Thursday, July 3, 2008

Green

The lady sat across from me, reddish highlights along the front bangs of brownish black hair, she stared out of the window. Studying for her USMLE exams, like many of her colleagues, she had taken a break for a meal with me. She began to speak, and mentioned in her conversation that one of her friends was a Gynecologist. In relating her story, she mentioned that after this friend had performed an operation, a "Gyne" operation, something happened. But I didn't follow. This mind had already been sent to another time and place.

An arching right turn, as sharp as it can be on the highway, led further along a raging milk-chocolate flow of the river twenty five meters below. Grey. Green. Brown. Grey cliff draped with greenery above a brown river. The black pitch road, no longer its usual dry dusty grey, having regained its color after a frequent short shower just minutes before. The left apron of the highway was about ten feet wide. In places, the clumps of grass obscured the real edge, in other places, minor landslides bit into the smooth grassy boundary of the skirting.

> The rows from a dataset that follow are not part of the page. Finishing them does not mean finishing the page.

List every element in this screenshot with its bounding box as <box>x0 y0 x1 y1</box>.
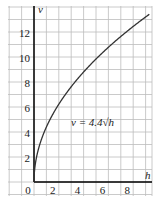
y-tick-label: 8 <box>25 77 31 89</box>
x-axis-label: h <box>145 169 151 181</box>
x-tick-label: 0 <box>25 184 31 196</box>
y-tick-label: 4 <box>25 127 31 139</box>
x-tick-label: 4 <box>75 184 81 196</box>
y-tick-label: 6 <box>25 102 31 114</box>
y-tick-label: 10 <box>19 52 31 64</box>
x-tick-label: 6 <box>100 184 106 196</box>
chart: 0246824681012 h v v = 4.4√h <box>0 0 155 204</box>
y-tick-label: 2 <box>25 152 31 164</box>
x-tick-label: 2 <box>50 184 56 196</box>
y-tick-label: 12 <box>19 27 30 39</box>
equation-label: v = 4.4√h <box>71 116 115 128</box>
tick-labels: 0246824681012 <box>19 27 130 197</box>
x-tick-label: 8 <box>124 184 130 196</box>
y-axis-label: v <box>38 3 43 15</box>
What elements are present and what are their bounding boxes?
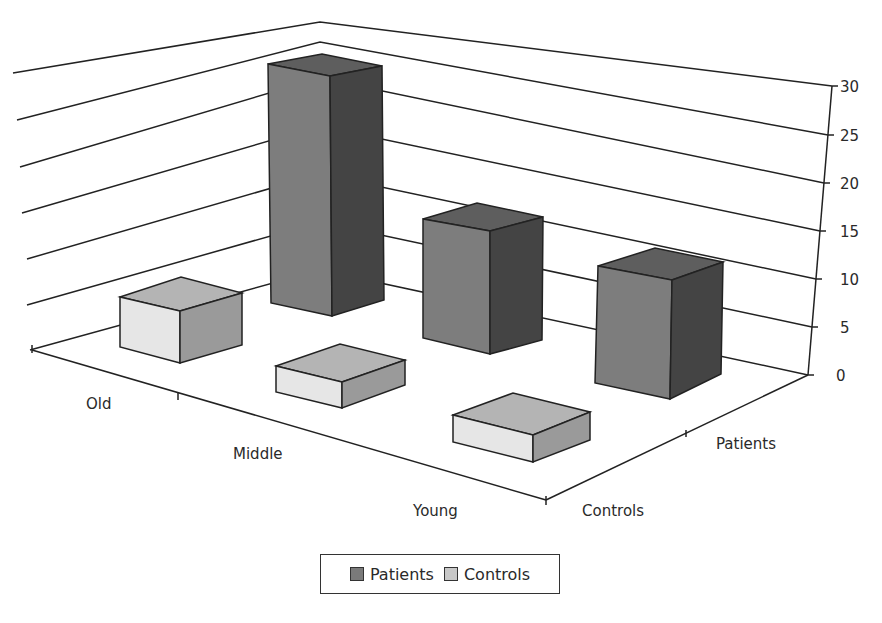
bar-old-controls [120,277,242,363]
svg-text:30: 30 [840,78,859,96]
y-axis-ticks [808,86,838,375]
svg-text:20: 20 [840,175,859,193]
x-label-middle: Middle [233,445,283,463]
legend-label-controls: Controls [464,565,530,584]
y-axis-labels: 0 5 10 15 20 25 30 [836,78,859,385]
bar-young-patients [595,248,723,399]
svg-text:5: 5 [840,319,850,337]
legend-label-patients: Patients [370,565,434,584]
bar-middle-controls [276,344,405,408]
svg-text:0: 0 [836,367,846,385]
x-label-old: Old [86,395,112,413]
x-label-young: Young [412,502,458,520]
legend-item-patients: Patients [350,565,434,584]
bar-old-patients [268,54,384,316]
svg-text:10: 10 [840,271,859,289]
chart-3d-bar: 0 5 10 15 20 25 30 [0,0,882,623]
bar-young-controls [453,393,590,462]
legend: Patients Controls [320,554,560,594]
bar-middle-patients [423,203,543,354]
legend-item-controls: Controls [444,565,530,584]
depth-label-patients: Patients [716,435,776,453]
legend-swatch-patients [350,567,364,581]
legend-swatch-controls [444,567,458,581]
svg-text:25: 25 [840,127,859,145]
depth-label-controls: Controls [582,502,644,520]
svg-text:15: 15 [840,223,859,241]
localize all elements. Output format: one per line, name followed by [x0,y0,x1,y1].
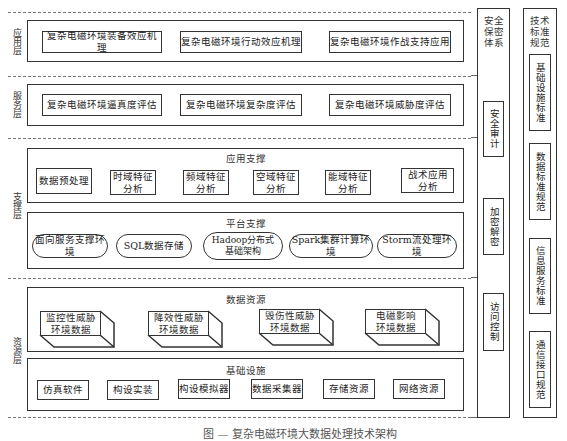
layer-label-support: 支撑层 [8,192,22,219]
layer-separator [8,278,471,279]
platform-support-item: SQL数据存储 [116,234,192,258]
data-resource-cube: 电磁影响 环境数据 [365,309,443,345]
application-item: 复杂电磁环境装备效应机理 [42,31,162,53]
cube-label: 毁伤性威胁 环境数据 [259,309,320,334]
layer-separator [8,12,471,13]
infrastructure-title: 基础设施 [226,363,266,377]
application-item: 复杂电磁环境作战支持应用 [329,31,451,53]
security-item: 安全审计 [483,101,504,157]
security-system-title: 安全 保密 体系 [480,15,508,48]
data-resource-cube: 毁伤性威胁 环境数据 [259,309,337,345]
app-support-item: 空域特征 分析 [253,170,299,195]
data-resources-title: 数据资源 [226,292,266,306]
layer-label-service: 服务层 [8,91,22,118]
connector-tick [471,137,477,138]
security-item: 访问控制 [483,293,504,351]
infrastructure-item: 数据采集器 [251,379,303,399]
platform-support-item: Storm流处理环境 [377,234,457,258]
data-resource-cube: 降效性威胁 环境数据 [148,311,226,347]
figure-caption: 图 — 复杂电磁环境大数据处理技术架构 [150,425,450,441]
infrastructure-item: 网络资源 [393,379,445,399]
infrastructure-item: 构设模拟器 [178,379,230,399]
standards-item: 基础设施标准 [529,54,551,131]
app-support-title: 应用支撑 [226,151,266,165]
cube-label: 电磁影响 环境数据 [365,309,426,334]
layer-separator [8,138,471,139]
service-item: 复杂电磁环境威胁度评估 [329,94,451,116]
data-resource-cube: 监控性威胁 环境数据 [40,311,118,347]
platform-support-title: 平台支撑 [226,216,266,230]
app-support-item: 能域特征 分析 [325,170,371,195]
standards-item: 数据标准规范 [529,143,551,220]
connector-tick [471,75,477,76]
cube-label: 降效性威胁 环境数据 [148,311,209,336]
technical-standards-title: 技术 标准 规范 [526,15,554,48]
application-item: 复杂电磁环境行动效应机理 [180,31,302,53]
app-support-item: 战术应用 分析 [401,168,454,193]
layer-separator [8,417,471,418]
security-item: 加密解密 [483,198,504,255]
app-support-item: 频域特征 分析 [183,170,229,195]
app-support-item: 时域特征 分析 [110,170,156,195]
platform-support-item: 面向服务支撑环境 [32,234,108,258]
app-support-item: 数据预处理 [36,168,92,194]
standards-item: 信息服务标准 [529,238,551,314]
platform-support-item: Spark集群计算环境 [289,234,373,258]
platform-support-item: Hadoop分布式 基础架构 [203,232,283,260]
connector-tick [471,417,477,418]
layer-label-resource: 资源层 [8,337,22,364]
infrastructure-item: 存储资源 [323,379,375,399]
layer-label-application: 应用层 [8,28,22,55]
infrastructure-item: 仿真软件 [37,380,89,400]
cube-label: 监控性威胁 环境数据 [40,311,101,336]
service-item: 复杂电磁环境逼真度评估 [42,94,162,116]
connector-tick [471,277,477,278]
service-item: 复杂电磁环境复杂度评估 [180,94,302,116]
infrastructure-item: 构设实装 [107,380,159,400]
standards-item: 通信接口规范 [529,331,551,408]
layer-separator [8,76,471,77]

As though racing with the river, our white mini van, with twenty people inside, sped along the road, along the river, along the cliff, towards a large metallic bridge made of strong looking iron, through which the road passed. Speed bumps marked both ends of the bridge, which rose up high above the road that passed through it.

It was a larger version of the bridge that we had walked across the day before on the way back home. One of the two companions had remarked that there was a third friend of theirs who climbed up to the top of the bridge and ran across the wide top beam. The bridge was two trapezoids, top shorter than the base, positioned like handles that were pulled up by invisible hands in the sky. In each of the trapezoids, slanted beams of the same thickness and material as the top and bottom beams, formed triangles. And on top of these side beams were plastered posters proclaiming a Maoist victory in the elections. The posters were torn. The riveting on the iron bars, I-bars, lined each bar at equal distances from each other and each edge. The steel dimpled border of the bars looked like a decorative touch to an otherwise ominously dark and unadorned metal structure.


Today's bridge bars forming the trapezoids and triangles were painted blue. The blue looked milky- no doubt from repeated sun and rain over the years. Turning left now, after the bridge, we passed a police station. They used to check vehicles here some years ago- every single vehicle they thought looked suspicious. Today, the armed police officers, still clad in blue and purple fatigues, were unarmed. Only one was visible as he ran outside of his room towards the road with his uniform rolled up to his knees, purple and blue camouflage patterned t-shirt, hatti-chhap sandals instead of boots, and the look of a man in desperate need of something. It was morning, and he rushed quickly out of view and down to the river.

That was the only policeman we saw before we reached a busy intersection. The road merged with another road which came from the Terai. Ours came from Pokhara. On both sides, colorful signs. Restaurants. Marwadi Vegetarian, some said. Tandoori, screamed others. The vehicle moved us forward at a constant, slow, pace before stopping next to a police checkpost. The conductor jumped out with a fistful of pink paper. By the time the car moved again, there was an extra passenger which the conductor noticed, but didn't take notice of.

A young boy, grey tattered pants, green shirt with a faded yellow circle on the chest, dusty hair, sun crusted cheeks, and a string strap over his shoulders- perhaps to replace the broken sling of a bag.

The door slid closed with a finality that cued the engine to gradually rev up and send us coasting along the road. A folk tune started playing, beginning with a Sarangi. The driver seemed to have turned on the radio to keep him awake through the "monotonous turns" , as we were told in our English Reader in school, that awaited us on the rest of the journey towards Naubise and Kathmandu.

As the song progressed, never moving beyond a Sarangi, a boy's voice started singing about pains and pleasures, the things he had seen, the difficulties of life, his confidence in himself, the uncertain political climate, doubts about the future, hope that the listeners could sympathize. Each line was punctuated with a loud sipping for air, as though the singer savored the words, like a tart suruwa of clear and mixed emotions. The instrument, the Sarangi, seemed to cry along the tune.

He repeated the refrains until we reached the large, majestic gate to the Manakamana cable cars. Then the music stopped, and the boy who had slipped in at Mugling asked each of the passengers to be kind and give him a contribution. With his proceeds, he hopped off the white micro bus, ready once again to hop on another one back the way he came.

No doubt, someone else would mistake him for a radio, and then smile when she realized that the lyrics rang too true. Perhaps she would even shed a tear or two upon hearing the unbroken spirit of the young voice rise up in a single verse of confidence in fate after a flood of pain, suffering and hardship that even a young boy of ten had experienced. And perhaps she would feel a sense of pride when she failed to think of any other place in the world where she could intimately share in the life of someone else, so unexpectedly, briefly and movingly.

3 comments:

Anonymous said...

Please write another post. I can't wait.

Anonymous said...

How are you now? Hope you are fine.

We are all impatient to hear more about Nepal - the colors, the sounds . . .

impatiently. . .

Anonymous said...

I hope you are ok. Please write more.